© 2005 Oxford University Press
EDITORIAL |
Dose Density in Breast Cancer: A Simple Message?
Affiliation of authors: Department of Medical Oncology (NUL, EPW) and Department of Biostatistics and Computational Biology (RG), Dana-Farber Cancer Institute, Boston, MA
Correspondence to: Eric P. Winer, MD, Department of Medical Oncology, Dana-Farber Cancer Institute, 44 Binney Street, Boston, MA 02115 (e-mail: ewiner@partners.org).
| The first 150 words of the full text of this article appear below. |
"Everything should be made as simple as possible, but not one bit simpler."
Albert Einstein
In the 1970s, Norton and Simon (1), applying Gompertzian principles to cancer cell growth, hypothesized that maximal chemotherapy effectiveness could be achieved by scheduling the interval of chemotherapy to correspond to the period of most rapid tumor growth. As an outgrowth of this initial work, several pilot trials and two large randomized trials were conducted to test the feasibility and effectiveness of what has come to be called dose-dense chemotherapy. The Cancer and Leukemia Group B (CALGB) trial 9741, which was conducted in the North American Intergroup (2), provided support to Norton and Simon's hypothesis by demonstrating that a change in the interval of anthracycline- and taxane-based chemotherapy, from every 3 weeks to every 2 weeks, improved disease-free and overall survival in women with lymph nodepositive, early-stage breast cancer.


--- WHAT NEEDS TO BE DONE ---
Search the listing below, and show each line that includes the word "curve".

--- DATA UNDER STUDY ---
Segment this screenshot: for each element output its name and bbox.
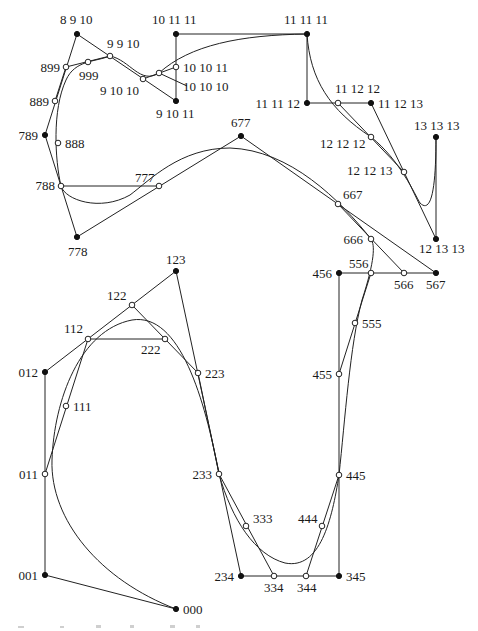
- point-label: 667: [343, 187, 363, 202]
- subdivision-point-circle: [216, 471, 222, 477]
- point-label: 10 10 10: [183, 79, 229, 94]
- subdivision-point-circle: [58, 183, 64, 189]
- subdivision-point-circle: [156, 183, 162, 189]
- subdivision-point-circle: [271, 573, 277, 579]
- point-label: 344: [297, 580, 317, 595]
- point-label: 333: [253, 511, 273, 526]
- control-point-dot: [304, 100, 309, 105]
- control-point-dot: [173, 268, 178, 273]
- subdivision-point-circle: [140, 76, 146, 82]
- point-label: 445: [346, 468, 366, 483]
- subdivision-point-circle: [107, 53, 113, 59]
- point-label: 788: [36, 178, 56, 193]
- point-label: 444: [298, 511, 318, 526]
- point-label: 12 13 13: [419, 241, 465, 256]
- point-label: 223: [205, 366, 225, 381]
- control-point-dot: [433, 270, 438, 275]
- point-label: 122: [107, 288, 127, 303]
- point-label: 889: [30, 94, 50, 109]
- subdivision-point-circle: [319, 523, 325, 529]
- subdivision-point-circle: [195, 370, 201, 376]
- control-point-dot: [42, 132, 47, 137]
- control-point-dot: [336, 270, 341, 275]
- control-point-dot: [74, 31, 79, 36]
- point-label: 789: [19, 128, 39, 143]
- point-label: 11 12 12: [335, 81, 380, 96]
- subdivision-point-circle: [243, 523, 249, 529]
- subdivision-point-circle: [63, 64, 69, 70]
- subdivision-point-circle: [336, 472, 342, 478]
- control-point-dot: [42, 572, 47, 577]
- subdivision-point-circle: [55, 140, 61, 146]
- curve-2: [219, 239, 373, 564]
- point-label: 566: [394, 277, 414, 292]
- subdivision-point-circle: [368, 236, 374, 242]
- point-label: 456: [313, 266, 333, 281]
- point-label: 011: [19, 467, 38, 482]
- point-label: 677: [231, 115, 251, 130]
- point-label: 001: [19, 568, 39, 583]
- control-point-dot: [173, 31, 178, 36]
- point-label: 9 9 10: [107, 36, 140, 51]
- control-point-dot: [304, 31, 309, 36]
- curve-3: [56, 80, 371, 239]
- subdivision-point-circle: [85, 59, 91, 65]
- point-label: 556: [349, 256, 369, 271]
- point-label: 000: [183, 602, 203, 617]
- point-label: 12 12 12: [320, 136, 366, 151]
- point-label: 012: [19, 365, 39, 380]
- point-label: 111: [73, 399, 92, 414]
- control-point-dot: [433, 134, 438, 139]
- subdivision-point-circle: [336, 371, 342, 377]
- curve-1: [52, 319, 219, 609]
- point-label: 13 13 13: [414, 118, 460, 133]
- control-point-dot: [74, 234, 79, 239]
- point-label: 12 12 13: [347, 163, 393, 178]
- subdivision-point-circle: [401, 270, 407, 276]
- point-label: 112: [64, 321, 83, 336]
- subdivision-point-circle: [335, 201, 341, 207]
- point-label: 555: [362, 316, 382, 331]
- subdivision-point-circle: [85, 336, 91, 342]
- bspline-blossom-diagram: 8 9 1010 11 1111 11 119 9 1089999910 10 …: [0, 0, 478, 631]
- point-label: 10 11 11: [152, 12, 197, 27]
- control-point-dot: [336, 573, 341, 578]
- point-label: 455: [313, 367, 333, 382]
- subdivision-point-circle: [335, 100, 341, 106]
- point-label: 9 10 11: [156, 106, 195, 121]
- point-label: 899: [41, 60, 61, 75]
- point-label: 8 9 10: [60, 12, 93, 27]
- control-point-dot: [238, 133, 243, 138]
- subdivision-point-circle: [63, 403, 69, 409]
- point-label: 10 10 11: [183, 60, 228, 75]
- control-point-dot: [368, 100, 373, 105]
- point-label: 999: [79, 68, 99, 83]
- control-point-dot: [238, 573, 243, 578]
- point-label: 777: [135, 170, 155, 185]
- subdivision-point-circle: [401, 169, 407, 175]
- point-label: 11 11 11: [284, 12, 328, 27]
- control-point-dot: [42, 369, 47, 374]
- point-label: 11 11 12: [255, 96, 300, 111]
- control-point-dot: [173, 606, 178, 611]
- point-label: 9 10 10: [100, 83, 139, 98]
- subdivision-point-circle: [52, 98, 58, 104]
- subdivision-point-circle: [162, 336, 168, 342]
- subdivision-point-circle: [368, 134, 374, 140]
- subdivision-point-circle: [173, 64, 179, 70]
- subdivision-point-circle: [42, 471, 48, 477]
- subdivision-point-circle: [368, 270, 374, 276]
- cut-off-caption-fragments: [18, 625, 200, 628]
- subdivision-point-circle: [352, 320, 358, 326]
- point-label: 11 12 13: [378, 96, 423, 111]
- point-label: 567: [426, 277, 446, 292]
- point-label: 222: [141, 342, 161, 357]
- subdivision-point-circle: [156, 70, 162, 76]
- point-label: 233: [193, 467, 213, 482]
- point-label: 123: [166, 252, 186, 267]
- subdivision-point-circle: [129, 302, 135, 308]
- subdivision-point-circle: [303, 573, 309, 579]
- point-label: 345: [346, 569, 366, 584]
- point-label: 334: [264, 580, 284, 595]
- point-label: 666: [344, 232, 364, 247]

--- OUTPUT FOR THIS TASK ---
- curve-2: [219, 239, 373, 564]
- curve-3: [56, 80, 371, 239]
- curve-1: [52, 319, 219, 609]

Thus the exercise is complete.